Cars take Precedence.
It was 1959 and we were living back in Sydney. By now a constant stream of imported cars flooded our roads, competing with the local Holden. The roads of Sydney were crammed with all sorts of exotica. Radio personalities, Jack Davey and Bob Dyer owned a fleet of expensive and luxury cars and they sparked a boom in the car market. It was common to see Maseratis, Ferraris, Jaguars, MG’s, and many Yank tanks on the road, and, again, my brother and I competed with each other to identify and know every possible detail about every one of them.
I should mention that, while living in Adelaide, for the last 18months of our stay, we had lived within an exhaust roar of Rowley Park Speedway, owned and promoted by the flamboyant art connoisseur, Kym Bonython. Bonython promoted the track AND raced a speedcar, and owned an art gallery, a seemingly strange dichotomy.
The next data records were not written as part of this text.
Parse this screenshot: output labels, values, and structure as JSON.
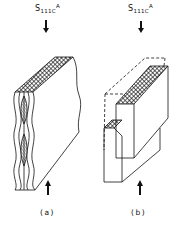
{
  "figure": {
    "panels": [
      {
        "id": "a",
        "stress_label": {
          "symbol": "S",
          "subscript": "111C",
          "superscript": "A"
        },
        "caption": "(a)",
        "description": "Slab with wavy (kinked) front strips, hatched top face, compressive arrows top and bottom"
      },
      {
        "id": "b",
        "stress_label": {
          "symbol": "S",
          "subscript": "111C",
          "superscript": "A"
        },
        "caption": "(b)",
        "description": "Slab with displaced block (dashed original outline), hatched top and step faces, compressive arrows top and bottom"
      }
    ],
    "colors": {
      "ink": "#111111",
      "background": "#ffffff"
    }
  }
}
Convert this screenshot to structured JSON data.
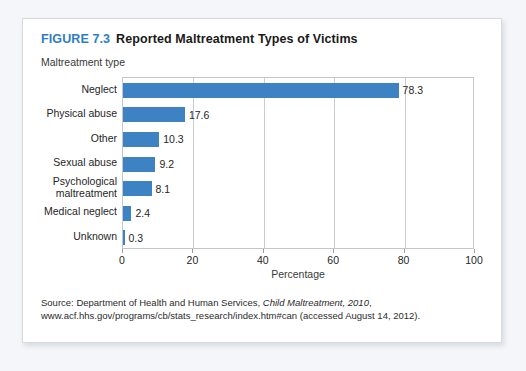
{
  "figure": {
    "number_label": "FIGURE 7.3",
    "title": "Reported Maltreatment Types of Victims",
    "accent_color": "#2f7dc4",
    "bar_color": "#3d83c4"
  },
  "source_note": {
    "prefix": "Source: Department of Health and Human Services, ",
    "italic": "Child Maltreatment, 2010",
    "suffix": ", www.acf.hhs.gov/programs/cb/stats_research/index.htm#can (accessed August 14, 2012)."
  },
  "chart_data": {
    "type": "bar",
    "orientation": "horizontal",
    "title": "Reported Maltreatment Types of Victims",
    "xlabel": "Percentage",
    "ylabel": "Maltreatment type",
    "xlim": [
      0,
      100
    ],
    "xticks": [
      0,
      20,
      40,
      60,
      80,
      100
    ],
    "grid": true,
    "categories": [
      "Neglect",
      "Physical abuse",
      "Other",
      "Sexual abuse",
      "Psychological\nmaltreatment",
      "Medical neglect",
      "Unknown"
    ],
    "values": [
      78.3,
      17.6,
      10.3,
      9.2,
      8.1,
      2.4,
      0.3
    ],
    "value_labels": [
      "78.3",
      "17.6",
      "10.3",
      "9.2",
      "8.1",
      "2.4",
      "0.3"
    ]
  }
}
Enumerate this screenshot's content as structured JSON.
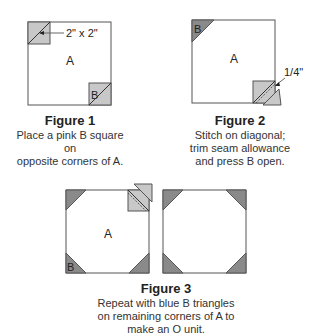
{
  "figures": [
    {
      "title": "Figure 1",
      "caption_lines": [
        "Place a pink B square on",
        "opposite corners of A."
      ],
      "labels": {
        "main": "A",
        "corner": "B",
        "dimension": "2\" x 2\""
      }
    },
    {
      "title": "Figure 2",
      "caption_lines": [
        "Stitch on diagonal;",
        "trim seam allowance",
        "and press B open."
      ],
      "labels": {
        "main": "A",
        "corner": "B",
        "seam": "1/4\""
      }
    },
    {
      "title": "Figure 3",
      "caption_lines": [
        "Repeat with blue B triangles",
        "on remaining corners of A to",
        "make an O unit."
      ],
      "labels": {
        "main": "A",
        "corner": "B"
      }
    }
  ],
  "colors": {
    "light_fill": "#c8c8c8",
    "dark_fill": "#8a8a8a",
    "outline": "#555555"
  }
}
Much later, during the Ash Wednesday bushfires in 1983, Bonython was one of many who stood and watched his luxurious Adelaide Hills home be burnt to the ground by the relentless flames. Along with the home and all its contents, he lost millions of dollars worth of priceless Australian and overseas artworks that adorned the walls of the home and which he was unable to rescue before the flames roared in. Such a great loss.
Anyway, the constant roar of the track every Friday night put paid to any possible interest that I would have in motor sport, or so I thought. Later events were to prove that utterly wrong!
1959 was, however, a significant year, for it was that year that saw me kindle an interest in motor sport, of the tar racing variety. And it was, of course, because of the efforts of Sir Jack Brabham who, in that year, became the first Australian to win the Formula 1 World Championship. The fact that “Black Jack” had learnt his trade in the rough and tumble of speedway, probably having been a contributor to the noise that annoyed back in Adelaide, was an irony that was totally lost on me at the time.
Nevertheless, Jack was every boy my age’s hero. The Aussie battler who had taken on the “silvertails” of Europe and the rest of the world and had, in a little car, cobbled together in a backyard workshop, beaten the world. Stirling Moss had had to give best to a boy from the colonies. It didn’t get any better.
So, car racing it was. Every penny (literally) was saved in order to begin and maintain a collection of car magazines, purchased at the usual cost of 2 and 6 (25 cents). Wheels, Modern Motor and Sports Car World became the staple of the household. Racing Car News came along later and anything else that we could afford. We devoured these magazines, reading the print off them and becoming anoraks of the first order.